What’s Happening To Colorado Fishing? Should Wyoming Worry? [POLL]
Fishing near Loveland just got snagged.
Next year there won't be any more public access to an area south of Loveland - Lonetree Reservoir. With an expiring lease for the land, a private entity outbid Colorado Parks and Wildlife to take control of the area. Wait, outbid CPW? Do Wyoming hunters and fishers see that ever happening here?
There is concern this might happen more often in Colorado where CPW deals with budget constraints. CPW is warning anyone who will listen. Some say the Colorado legislature may be to blame for failing to pass a recent funding bill.
The recreational lease has stayed as it was since the 1970s. After June 30, 2018, however, it will change hands. Rights will belong to an unidentified high bidder for the property. That company is owned by Consolidated Home Supply Ditch Company, but that’s all a CPW spokeswoman identified. CPW’s Jennifer Churchill called the situation "contentious."

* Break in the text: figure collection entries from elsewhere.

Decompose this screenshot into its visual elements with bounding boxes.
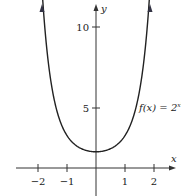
y-axis-arrow-icon <box>94 4 99 11</box>
x-axis-label: x <box>171 153 177 164</box>
x-axis-arrow-icon <box>169 166 176 171</box>
x-tick-label: 2 <box>151 176 157 187</box>
x-tick-label: 1 <box>122 176 128 187</box>
y-tick-label: 10 <box>76 22 89 33</box>
y-axis-label: y <box>100 3 107 14</box>
y-tick-label: 5 <box>83 103 89 114</box>
function-graph: −2 −1 1 2 10 5 x y f(x) = 2x² <box>0 0 181 196</box>
x-tick-label: −1 <box>60 176 75 187</box>
x-tick-label: −2 <box>31 176 46 187</box>
function-label: f(x) = 2x² <box>138 101 181 113</box>
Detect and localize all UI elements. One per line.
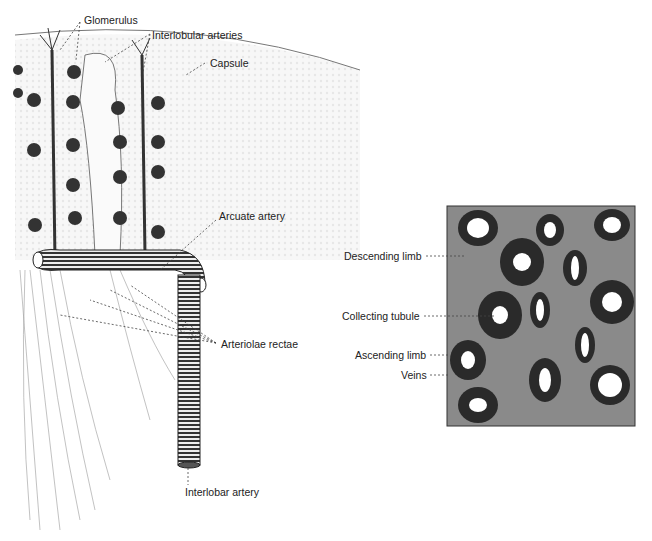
interlobar-artery (178, 275, 200, 468)
label-interlobular-arteries: Interlobular arteries (152, 29, 242, 41)
medulla-rays (20, 270, 175, 530)
label-arteriolae-rectae: Arteriolae rectae (221, 338, 298, 350)
label-arcuate-artery: Arcuate artery (219, 210, 285, 222)
label-glomerulus: Glomerulus (84, 14, 138, 26)
label-descending-limb: Descending limb (344, 250, 422, 262)
label-collecting-tubule: Collecting tubule (342, 310, 420, 322)
label-veins: Veins (401, 369, 427, 381)
label-ascending-limb: Ascending limb (355, 349, 426, 361)
label-capsule: Capsule (210, 57, 249, 69)
label-interlobar-artery: Interlobar artery (185, 486, 259, 498)
histology-section (447, 206, 635, 426)
kidney-vasculature-illustration (0, 0, 652, 541)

That sounds like the nicer way to put it, after the agency tried to negotiate a new 20-year lease. They just couldn’t keep hunting and fishing access on a constrained budget.
We can ask why the state has to bid at all. We could ask a dozen questions and get two dozen answers. From every angle, it just looks like a lot of bureaucracy, and no one ever makes any sense out of that.
Wyoming's open spaces and land works in favor of the Cowboy State's hunters and fishers: We have a vastly higher volume of land period. We have less population to over-crowd it, and this does not over-value land as it does so grossly in Colorado. Value and money may answer many questions about how this happened.